Via Patri Freidman, the socio-economic and political entrepreneur driving the Seasteading Institute, here is Bryan Caplan laying down intellectual wood. Excerpt below:

The Case for People

There came to me the memory of reading a eulogy delivered by a Jewish chaplain over the dead on the battlefield at Iwo Jima, saying something like, “How many who would have been a Mozart or a Michelangelo or an Einstein have we buried here?” And then I thought, Have I gone crazy? What business do I have trying to help arrange it that fewer human beings will be born, each one of whom might be a Mozart or a Michelangelo or an Einstein—or simply a joy to his or her family and community, and a person who will enjoy life?
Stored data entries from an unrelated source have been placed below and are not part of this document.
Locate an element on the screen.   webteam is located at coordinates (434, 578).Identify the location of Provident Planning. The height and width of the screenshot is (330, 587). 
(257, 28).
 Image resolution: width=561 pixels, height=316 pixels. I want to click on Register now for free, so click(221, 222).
—Julian Simon, The Ultimate Resource 2

The case against population is simple: Assume a fixed pie of wealth, and do the math. If every person gets an equal slice, more people imply smaller slices. The flaw in this argument is that people are producers as well as consumers. More sophisticated critics of population appeal to the diminishing marginal product of labor. As long as doubling the number of producers less than doubles total production, more people imply smaller slices.[6]

These anti-population arguments have strong intuitive appeal. But they face an awkward fact: During the last two centuries, both population and prosperity exploded. Maybe the world just enjoyed incredibly good luck, but it makes you wonder: Could rising population be a cause of rising prosperity?

Yes. Economists’ central discovery about economic growth is that new ideas are more important than labor or capital.[7] The main reason we’re richer than we used to be is that we know more than we used to know. We know how one man can grow food for hundreds. We know how to build flying machines. We know how to build iPhones. Best of all: Once one person discovers a new idea, billions can cheaply adopt it.

Once you recognize the power of ideas, the value of population comes into focus.[8] People—especially smart, creative people—are the source of new ideas. Imagine deleting half the names in your music collection—or half the visionaries in the computer industry. Think how much poorer the world would be. But population doesn’t merely increase the supply of new ideas. It increases the demand as well. Suppose an idea is worth $1 per person, but takes a decade to develop. On an island with a hundred inhabitants, the idea would remain undiscovered; inventors are better off picking coconuts. But in a world with seven billion customers, inventors scramble to bring the new idea to market.

Government, worldwide, is principally an impediment to both freedom and prosperity. And improving government is really tough. Ask the Tea Party. The GOP horse they backed to cut government’s fiscal throat by cuts in the hundreds of billions proposed a budget that actually cuts less a couple hundred million.

Listen to the following lecture by Patri Friedman and get on board with developing Seasteads to house entirely new polities which will directly compete with governments.

Socio-Political

One Comments to “The Case for People and Seasteading”

  1. Interesting! Had never heard of Seasteads. I wish Friedman has started with the structure or idea of the seasteads instead of the justification (on and on and on)…but intriguing none the less. Wonder how long it will take to see this take hold. And how will they deal with the environmental cultists to pull it off?